This article was written by Leda Zimmerman for MIT Political Science and MIT News. The complete article is available online with the introductory section on research with MIT GOV/LAB faculty director Prof. Lily Tsai below.
Finding patterns in the noise
Using novel computational approaches, graduate student Sean Liu develops better tools for analyzing data.
When social scientists administer surveys and questionnaires, they cannot always count on the scrupulous cooperation of their respondents: It’s human nature to get distracted when faced with a form. So how can researchers sort through what may be unreliable data to identify statistically significant answers to their questions? That’s where Shiyao Liu comes in.
“I have designed a tool for reducing measurement errors when respondents don’t pay serious attention to online questions,” says Liu, a sixth-year PhD candidate in political science. Through statistical methods he has devised, Liu can detect and eliminate random-seeming answers that make for a noisy dataset. “With cleaner data, it’s easier to discover patterns and generate meaningful results.”
Liu’s work on this computational tool earned the Best Graduate Student Poster Award from the Society of Political Methodology in 2019. It is one thrust of her dissertation research, which focuses on optimizing social science survey methods and data analysis.
Fast start
After arriving at MIT in 2015 from Peking University with undergraduate degrees both in statistics and in philosophy, politics, and economics, Liu found herself in demand. During his first summer in Cambridge, Massachusetts, she was engaged by Lily Tsai, faculty director of the MIT Governance Lab, as both a field researcher and methodologist.
“She was writing about public support for authoritarian regimes, and investigating the role played by retributive justice,” says Liu. “The idea is that when authoritarian leaders punish their lower-level officials for wrongdoing, public support rises for the leaders because people perceive that the regime is pursuing justice.”
Liu visited China twice, and with MIT colleagues and local Chinese collaborators, helped conduct 1,600 face-to-face interviews.
Some political science theories suggest that punishing corruption improves the image of authoritarian leaders because it makes them appear more competent. But with computational help from Liu, the research team learned that authoritarian image-building wasn’t just about making the trains run on time.
“By leveraging new surveying methods, I was able to show that increased support for top leadership also flowed from people’s belief that leaders were behaving in a moral way — that they knew the difference between right and wrong,” she says.
Liu, who co-authored a forthcoming paper with Tsai on the popularity of anti-corruption punishment, believes this research provides a useful prism for examining governments today.
“When the Soviet Union collapsed in 1989, people thought democracy would be the only surviving political system in the world, but it wasn’t the case,” he says. “Regimes emerged that frequently used anti-corruption campaigns as a way of building up their popularity among the people.” Think Duterte in the Philippines and Bolsonaro in Brazil, says Liu. People are eager to prop up even the most non-democratic dictators, if they perceive them as pursuing justice.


» **Goal of the exercise**
Write out each entry, exactly the way it appears.
─── The records ───
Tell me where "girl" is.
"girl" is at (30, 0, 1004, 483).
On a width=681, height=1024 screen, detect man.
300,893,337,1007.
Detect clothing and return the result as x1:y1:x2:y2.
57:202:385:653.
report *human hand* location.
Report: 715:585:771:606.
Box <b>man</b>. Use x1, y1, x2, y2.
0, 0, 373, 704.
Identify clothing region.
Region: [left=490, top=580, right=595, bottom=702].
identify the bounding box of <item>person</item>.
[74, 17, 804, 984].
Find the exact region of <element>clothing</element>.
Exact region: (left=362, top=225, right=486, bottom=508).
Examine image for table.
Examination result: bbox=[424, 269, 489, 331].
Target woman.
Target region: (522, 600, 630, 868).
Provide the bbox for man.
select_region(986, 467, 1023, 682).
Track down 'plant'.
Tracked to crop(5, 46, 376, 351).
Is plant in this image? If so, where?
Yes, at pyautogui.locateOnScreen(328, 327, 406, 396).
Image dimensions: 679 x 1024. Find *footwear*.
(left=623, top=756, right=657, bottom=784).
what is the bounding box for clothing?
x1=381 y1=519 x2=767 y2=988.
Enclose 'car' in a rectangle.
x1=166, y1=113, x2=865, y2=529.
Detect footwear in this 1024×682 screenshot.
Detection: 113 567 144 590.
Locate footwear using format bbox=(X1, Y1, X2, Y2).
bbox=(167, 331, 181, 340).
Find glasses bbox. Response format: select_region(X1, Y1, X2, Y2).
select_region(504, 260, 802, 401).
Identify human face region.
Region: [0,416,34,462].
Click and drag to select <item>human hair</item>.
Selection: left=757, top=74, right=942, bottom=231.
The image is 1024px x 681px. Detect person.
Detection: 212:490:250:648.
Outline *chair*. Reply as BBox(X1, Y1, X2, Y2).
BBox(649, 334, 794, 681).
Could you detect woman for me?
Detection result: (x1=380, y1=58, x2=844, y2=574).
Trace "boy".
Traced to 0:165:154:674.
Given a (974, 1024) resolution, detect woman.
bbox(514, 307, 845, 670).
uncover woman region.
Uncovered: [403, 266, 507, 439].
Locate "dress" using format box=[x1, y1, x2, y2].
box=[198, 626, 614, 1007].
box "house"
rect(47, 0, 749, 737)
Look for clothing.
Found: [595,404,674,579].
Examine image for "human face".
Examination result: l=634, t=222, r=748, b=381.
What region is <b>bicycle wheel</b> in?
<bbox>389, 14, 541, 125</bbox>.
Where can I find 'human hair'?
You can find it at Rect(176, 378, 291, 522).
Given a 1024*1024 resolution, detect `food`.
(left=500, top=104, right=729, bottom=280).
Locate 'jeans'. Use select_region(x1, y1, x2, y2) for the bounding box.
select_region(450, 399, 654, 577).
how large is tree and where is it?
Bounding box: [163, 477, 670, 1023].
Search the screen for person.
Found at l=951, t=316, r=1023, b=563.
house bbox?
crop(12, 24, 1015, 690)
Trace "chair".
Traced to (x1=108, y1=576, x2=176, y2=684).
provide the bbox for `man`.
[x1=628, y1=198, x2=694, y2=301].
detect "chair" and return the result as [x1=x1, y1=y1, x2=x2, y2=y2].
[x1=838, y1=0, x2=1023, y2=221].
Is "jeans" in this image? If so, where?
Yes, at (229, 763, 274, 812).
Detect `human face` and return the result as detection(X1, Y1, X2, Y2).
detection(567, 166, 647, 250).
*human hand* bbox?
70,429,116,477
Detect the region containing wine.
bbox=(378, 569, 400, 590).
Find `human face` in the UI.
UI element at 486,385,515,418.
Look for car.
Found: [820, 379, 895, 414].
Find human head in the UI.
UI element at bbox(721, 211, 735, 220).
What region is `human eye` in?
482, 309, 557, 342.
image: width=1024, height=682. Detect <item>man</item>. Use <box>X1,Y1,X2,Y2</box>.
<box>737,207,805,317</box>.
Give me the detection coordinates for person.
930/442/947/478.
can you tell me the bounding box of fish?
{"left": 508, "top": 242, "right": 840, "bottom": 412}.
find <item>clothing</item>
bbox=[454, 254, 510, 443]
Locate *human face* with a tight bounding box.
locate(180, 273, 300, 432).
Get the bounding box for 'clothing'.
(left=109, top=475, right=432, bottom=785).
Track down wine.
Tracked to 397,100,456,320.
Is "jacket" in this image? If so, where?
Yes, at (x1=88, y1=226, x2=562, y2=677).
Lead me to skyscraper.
───
» **Result**
Tell me where "girl" is.
"girl" is at (30, 0, 1004, 483).
On a width=681, height=1024 screen, detect man.
300,893,337,1007.
Detect clothing and return the result as x1:y1:x2:y2.
57:202:385:653.
report *human hand* location.
Report: 715:585:771:606.
Box <b>man</b>. Use x1, y1, x2, y2.
0, 0, 373, 704.
Identify clothing region.
Region: [left=490, top=580, right=595, bottom=702].
identify the bounding box of <item>person</item>.
[74, 17, 804, 984].
Find the exact region of <element>clothing</element>.
Exact region: (left=362, top=225, right=486, bottom=508).
Examine image for table.
Examination result: bbox=[424, 269, 489, 331].
Target woman.
Target region: (522, 600, 630, 868).
Provide the bbox for man.
select_region(986, 467, 1023, 682).
Track down 'plant'.
Tracked to crop(5, 46, 376, 351).
Is plant in this image? If so, where?
Yes, at pyautogui.locateOnScreen(328, 327, 406, 396).
Image dimensions: 679 x 1024. Find *footwear*.
(left=623, top=756, right=657, bottom=784).
what is the bounding box for clothing?
x1=381 y1=519 x2=767 y2=988.
Enclose 'car' in a rectangle.
x1=166, y1=113, x2=865, y2=529.
Detect footwear in this 1024×682 screenshot.
Detection: 113 567 144 590.
Locate footwear using format bbox=(X1, Y1, X2, Y2).
bbox=(167, 331, 181, 340).
Find glasses bbox. Response format: select_region(X1, Y1, X2, Y2).
select_region(504, 260, 802, 401).
Identify human face region.
Region: [0,416,34,462].
Click and drag to select <item>human hair</item>.
Selection: left=757, top=74, right=942, bottom=231.
The image is 1024px x 681px. Detect person.
Detection: 212:490:250:648.
Outline *chair*. Reply as BBox(X1, Y1, X2, Y2).
BBox(649, 334, 794, 681).
Could you detect woman for me?
Detection result: (x1=380, y1=58, x2=844, y2=574).
Trace "boy".
Traced to 0:165:154:674.
Given a (974, 1024) resolution, detect woman.
bbox(514, 307, 845, 670).
uncover woman region.
Uncovered: [403, 266, 507, 439].
Locate "dress" using format box=[x1, y1, x2, y2].
box=[198, 626, 614, 1007].
box "house"
rect(47, 0, 749, 737)
Look for clothing.
Found: [595,404,674,579].
Examine image for "human face".
Examination result: l=634, t=222, r=748, b=381.
What region is <b>bicycle wheel</b> in?
<bbox>389, 14, 541, 125</bbox>.
Where can I find 'human hair'?
You can find it at Rect(176, 378, 291, 522).
Given a 1024*1024 resolution, detect `food`.
(left=500, top=104, right=729, bottom=280).
Locate 'jeans'. Use select_region(x1, y1, x2, y2) for the bounding box.
select_region(450, 399, 654, 577).
how large is tree and where is it?
Bounding box: [163, 477, 670, 1023].
Search the screen for person.
Found at l=951, t=316, r=1023, b=563.
house bbox?
crop(12, 24, 1015, 690)
Trace "chair".
Traced to (x1=108, y1=576, x2=176, y2=684).
provide the bbox for `man`.
[x1=628, y1=198, x2=694, y2=301].
detect "chair" and return the result as [x1=x1, y1=y1, x2=x2, y2=y2].
[x1=838, y1=0, x2=1023, y2=221].
Is "jeans" in this image? If so, where?
Yes, at (229, 763, 274, 812).
Detect `human face` and return the result as detection(X1, Y1, X2, Y2).
detection(567, 166, 647, 250).
*human hand* bbox?
70,429,116,477
Detect the region containing wine.
bbox=(378, 569, 400, 590).
Find `human face` in the UI.
UI element at 486,385,515,418.
Look for car.
Found: [820, 379, 895, 414].
Find human head in the UI.
UI element at bbox(721, 211, 735, 220).
What region is `human eye` in?
482, 309, 557, 342.
image: width=1024, height=682. Detect <item>man</item>. Use <box>X1,Y1,X2,Y2</box>.
<box>737,207,805,317</box>.
Give me the detection coordinates for person.
930/442/947/478.
can you tell me the bounding box of fish?
{"left": 508, "top": 242, "right": 840, "bottom": 412}.
find <item>clothing</item>
bbox=[454, 254, 510, 443]
Locate *human face* with a tight bounding box.
locate(180, 273, 300, 432).
Get the bounding box for 'clothing'.
(left=109, top=475, right=432, bottom=785).
Track down wine.
Tracked to 397,100,456,320.
Is "jacket" in this image? If so, where?
Yes, at (x1=88, y1=226, x2=562, y2=677).
Lead me to skyscraper.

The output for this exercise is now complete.